Amber Cable is a next‑generation Baltic Sea subsea system that will connect Finland, Estonia, Latvia, Lithuania, Poland and Denmark. It will incorporate Distributed Acoustic Sensing (DAS) concepts to enable monitoring and protection of the subsea infrastructure.
The Amber Cable in the Baltic Sea is set to be 1,500km long, with nine cable landing stations in Finland, Estonia, Latvia, Lithuania, Poland, and Denmark. The project is currently in Phase 1, which involves conducting studies and stakeholder engagement. After this follow Phase 2 (FEED – Front-End Engineering Design – and permitting progression), Phase 3 (Technical planning and implementation preparation) and Phase 4 (Deployment and operational readiness).
Amber Cable SIA is a Latvia-based company developing next-generation subsea infrastructure for the Baltic region.

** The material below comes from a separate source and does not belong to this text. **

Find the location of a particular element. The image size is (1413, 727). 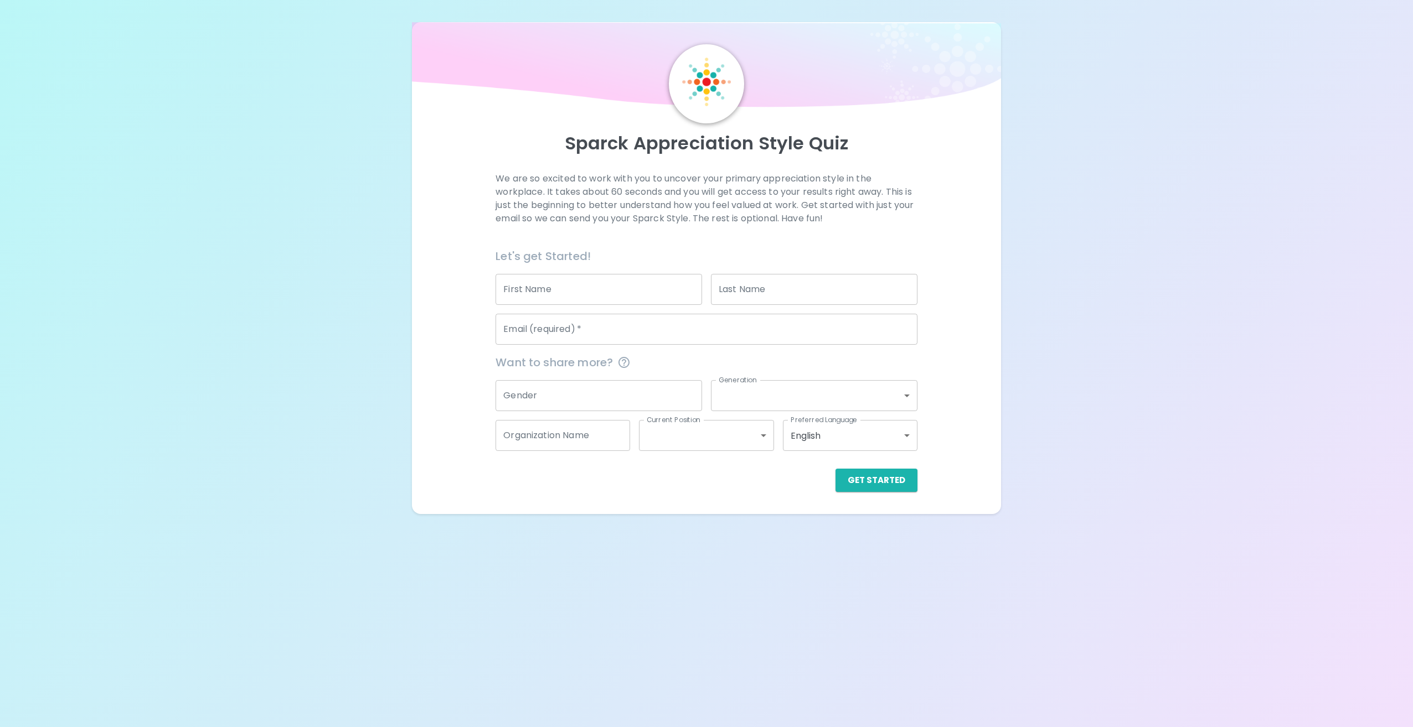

In a LinkedIn comment, CEO Simon Fletcher said: "... the Baltic has become the place where resilience is no longer theoretical. The incidents over the last couple of years have shown how quickly exposure becomes operational reality, and why diversified routes matter. From our side, the long‑term picture is where the real work sits. Building the route is one thing; sustaining it over its life is where the operational burden lands — and that depends on people, capability, and the finite marine resources." you’ve highlighted. It’s a valuable point, and one we need to factor into our long‑term operational planning as the Baltic’s resilience profile shifts."
Between December 2024 and January 2025, five Baltic Sea subsea cables were cut. Authorities at first suspected deliberate sabotage by Russia and China, but subsequent investigations have been inconclusive – the cuts may have been accidental.